Jamal Khashoggi: murder in the consulate Timelines: US-Trump, US-Trump gegen MM

After days of denial, Saudi Arabia has now said that the writer Jamal Khashoggi died in a ‘fist fight’ at its Istanbul consulate. pieces together events surrounding this death and the investigation, and links to Riyadh’s controversial crown prince

On 2 October one Saudi citizen, Jamal Khashoggi, stood at the fence line, pondering his next move. Khashoggi needed to deal with paperwork that proved he had the legal right to marry the woman nervously standing with him that day, his new Turkish fiancee, Hatice Cengiz. He paced the barricade for around 20 minutes, removed his two phones from his blazer and gave them to Cengiz. “Wish me luck,” Khashoggi said. “This will be a birthday present,” she replied.

With those last fateful words, the Saudi dissident stepped past a barrier and walked towards the consulate. A camera on the roof of a nearby guard’s hut captured him purposefully approaching the steel gate. A waiting guard stepped aside and let him pass. It was 1:14pm; the last time Khashoggi was seen alive.

In the extraordinary 19 days since his disappearance and death, the fate of the 59-year old columnist and critic has steadily been pieced together.
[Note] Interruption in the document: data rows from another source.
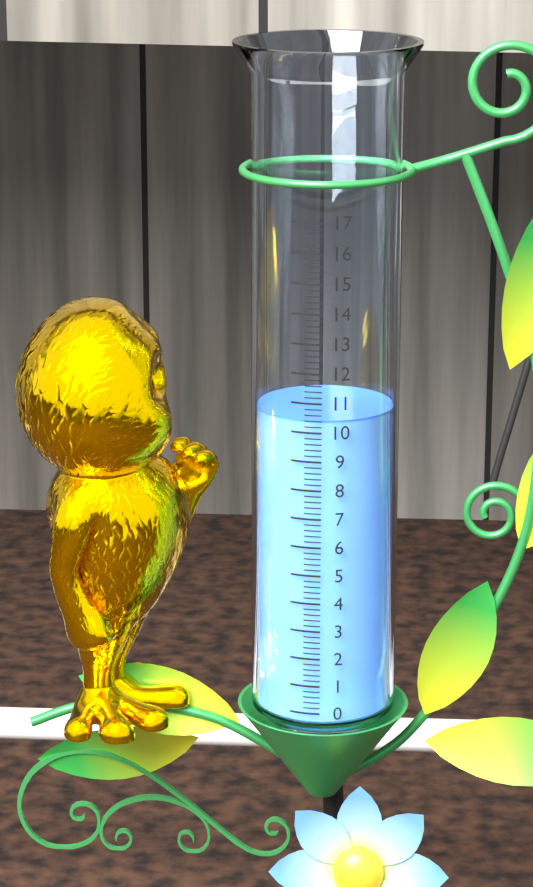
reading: 10.4 (no unit)
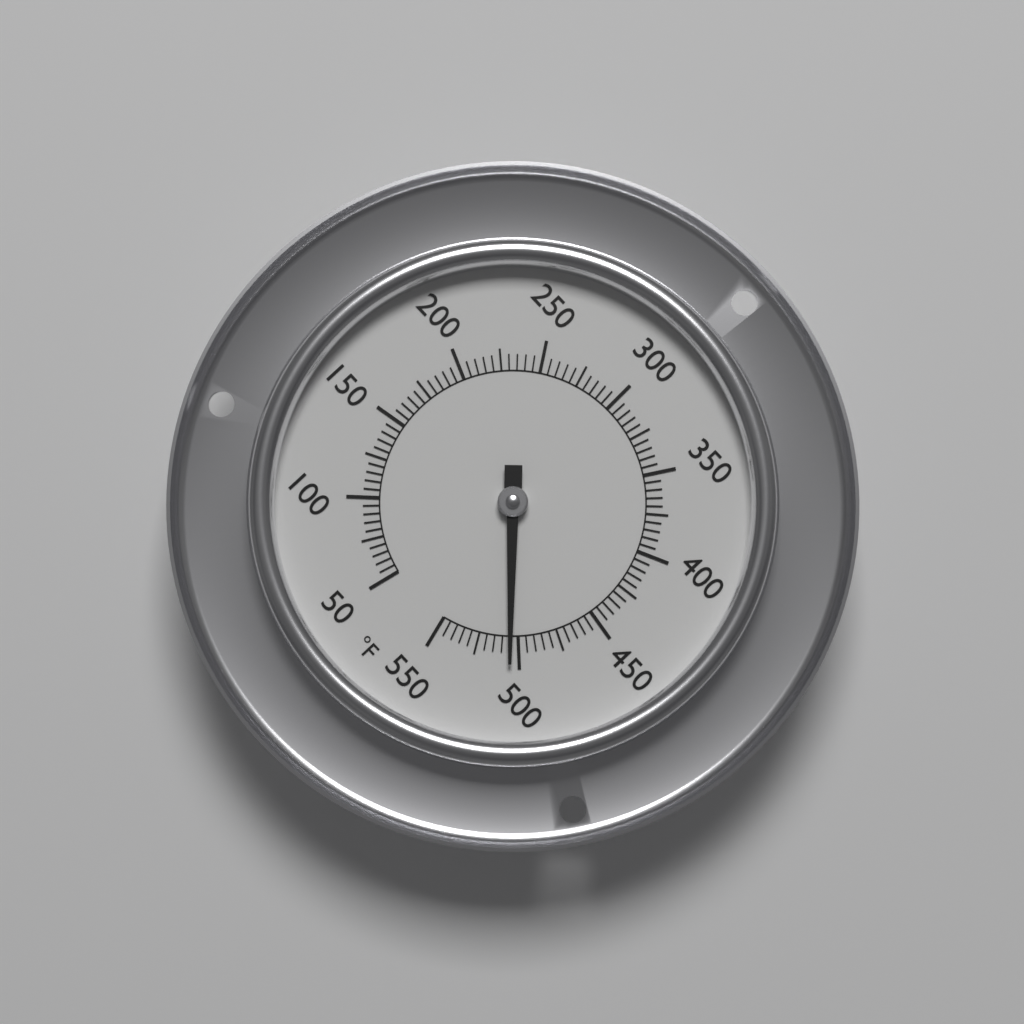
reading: 505 °F
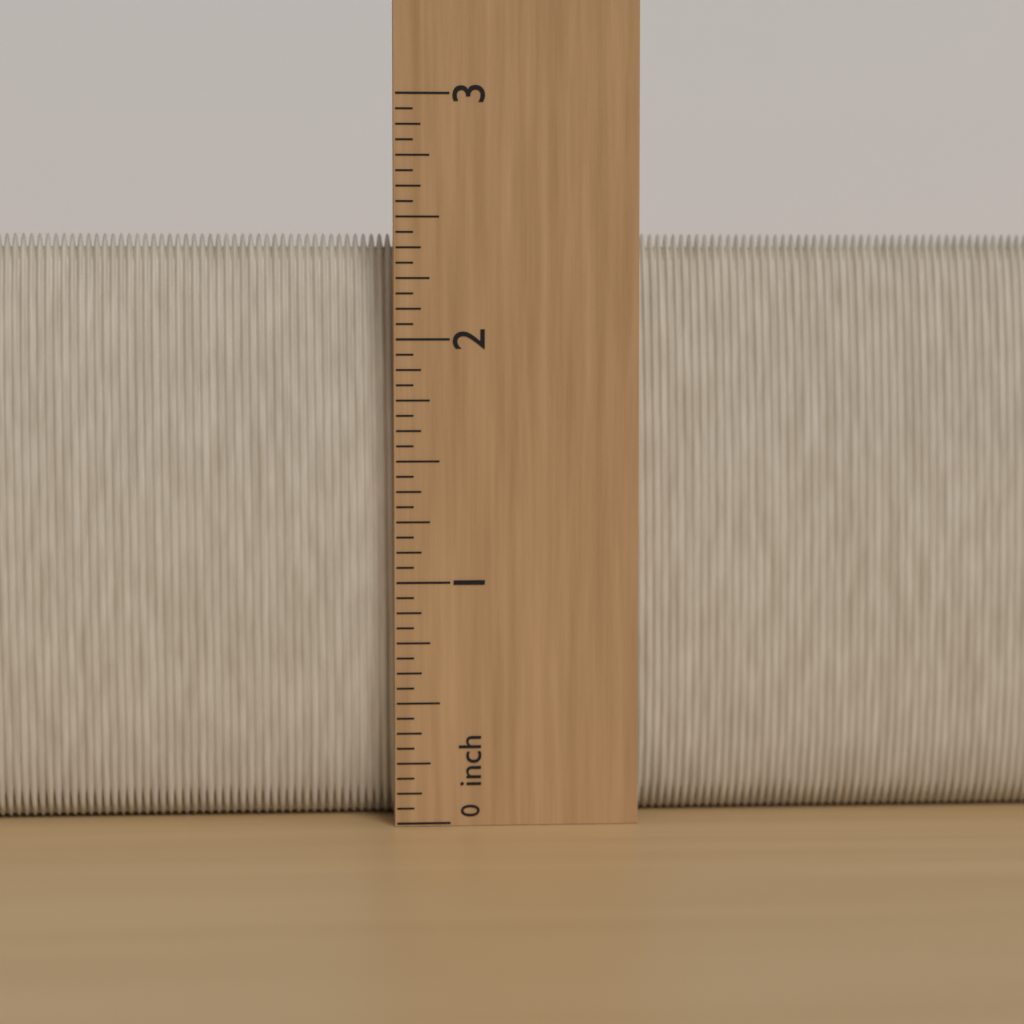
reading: 2.4375 inch
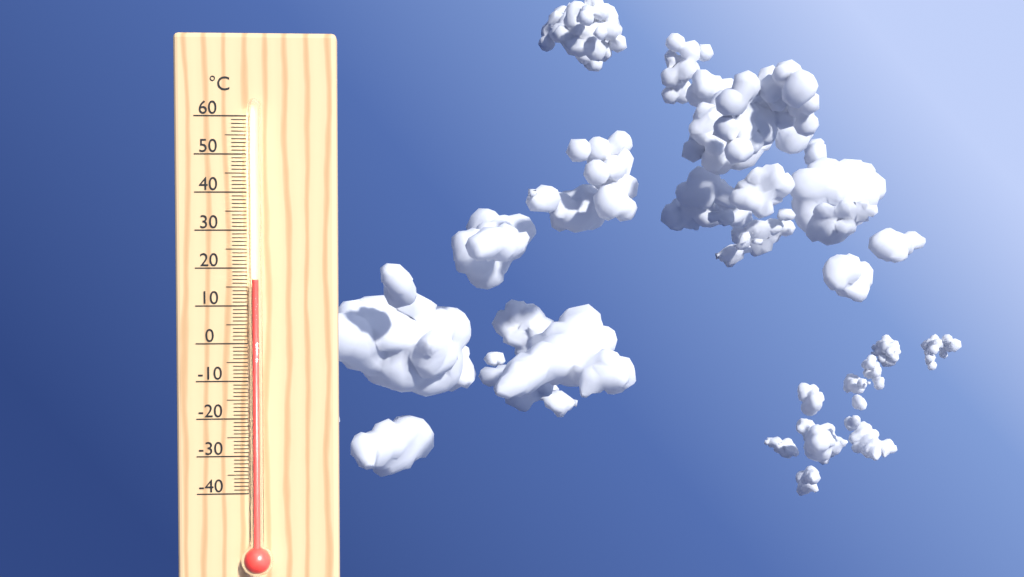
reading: 17 °C
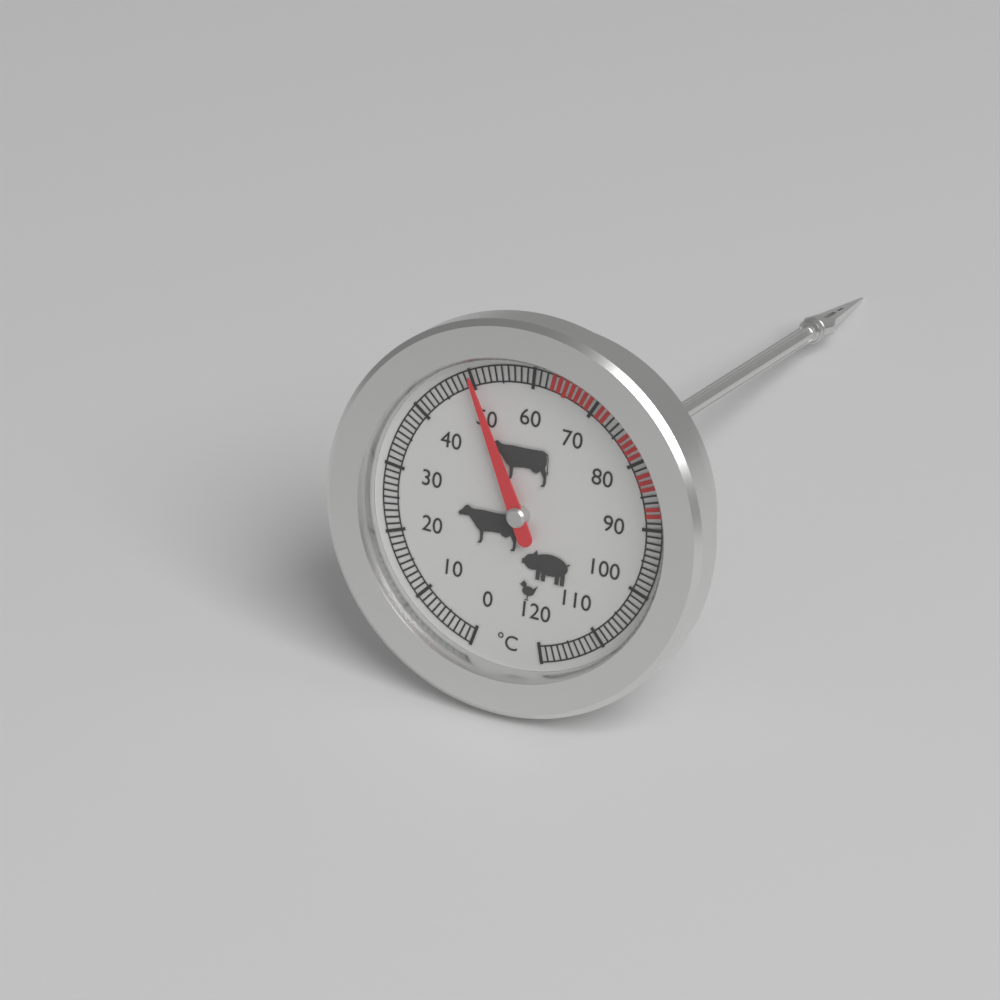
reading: 50 °C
What happened inside the consulate walls has been traced to the doors of the Saudi royal court, sparked revulsion around the world, exposed the kingdom like no other event since the twin terror attacks of 9/11, and seen Washington and Riyadh shamelessly concoct a cover-up to protect their mutual interests and attempt to shield the powerful heir to the throne, Mohammed bin Salman.

In the early hours of Saturday, after unrelenting global scrutiny, Saudi Arabia finally offered its explanation of what happened to Khashoggi, abandoning two weeks of denials that it had played any role. Its version – that he was killed accidentally during a fist fight – came as Turkish investigators and global intelligence agencies prepared to table an entirely different account of a premeditated state-sanctioned hit; its conclusions drawn, not from a political fudge, but old-fashioned police work and cutting-edge spy tradecraft.